World building

I admit, Now & Forever doesn’t have a lot of actual world building … the beauty of setting it in a couple years back America. I even get the school calendar & course list (yes, including the yoga and the UWA math courses) from an actual Catholic high school from the region of WA the stories are set. When you can cheat, do it with enthusiasm.

That’s not to say I don’t have SF/F fiction that isn’t published yet.

Also, I’m a gamer.

World building checklists and worksheets are, as with characters, nothing to start from and maintain a facsimile of sanity.

One ought to approach world building from a narrow close focus. Have your notions then broaden your views and ask: what must be true for this to be true? Sometimes you have to scrap notions other times you give rise to a rich, organic world.

Take the Forgotten Realms. Ed Greenwood has been asked “do you have all this worked out, or do you make it up on the spot?” to which he answered “yes … and yes”. If you have a living, vibrant world thriving in your mind then you can seamlessly stitch the known and the spontaneous together and dare anyone, even your own clone, to spot which is which.

It helps to have very broad education. Not schooling. You can be a kindergarten drop out with a broad education so long as you’re literate. Concentrate on the soft sciences. Hard science is more malleable than it likes to admit. Focus too hard on what we “know” about biology and you’ll pass up an awesome creature as “impossible” only for us to find one in an ocean lava flow. History, sociology … these, so long as you follow their methodology more intimately than their actual “knowledge” you’ll be alright.

You don’t need to have every trade route mapped out to the gram of copper and the commodities rates for sugar, but it helps. Economics are a major driving force for wars and strife. Good to know where silks are easy or hard to get.

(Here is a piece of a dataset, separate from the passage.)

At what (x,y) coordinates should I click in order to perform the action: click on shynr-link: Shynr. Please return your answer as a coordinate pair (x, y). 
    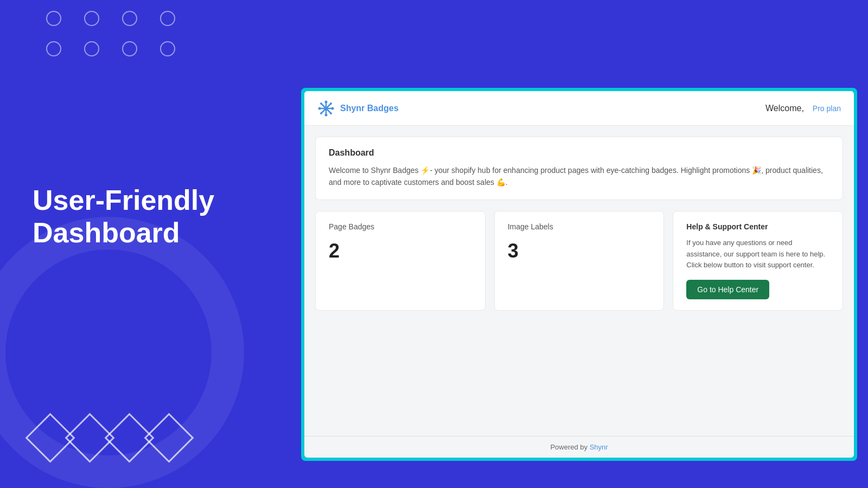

In my scifi stuff it’s hard to get good strawberries. Seriously. Earth has fewer and fewer farms, many of its colonies rely on a war-born artificial ration processor that sort of 3D prints things that let you not starve to death, and their FTL is not up to par. What strawberries are available off Earth are carried by alien traders who have better, but much smaller ships. It’s expensive. One day there may actually be an interstellar war over strawberries! Likely? No, but who knows?!

There’s one world where an entire galaxy’s goods can be, somewhat, easily found along with examples of its cultures. Off that world? No one’s ever heard of them.

This is: know your scale and perspectives. In the Realms, just because Drizzt is important in the far north, he’s virtually a rumour in Waterdeep, virtually unknown in Cormyr, and is unknown in parts beyond. Elminster has had a long and meddlesome life. His name is probably known to many. That he yet lives? Where? How old is he? No. Many of his exploits? Fictions, legends, exaggerations, truths, follies, falsifications, mistaken identity …

Look at out own world. Hard as it is for some to believe, there’s folks who don’t really know who Beyonce is. If they’re from certain countries/cultures they’re bound to know the name, but do they know the face? The music? The profession? Not necessarily.

Keep your places … humble and remember, someone important enough will be known in the next village (or star system, or galaxy) to be sure. But past it?

Also remember, you don’t have to actually know the bestseller list for a region, but you should have a concept what’s In so you could write one up in a trice without much thought.

I might write more on this soonish. But for now I’ve exhausted my thought, utterly forgot if I have or had a point whatsoever, and needs must get onward to the grocery store.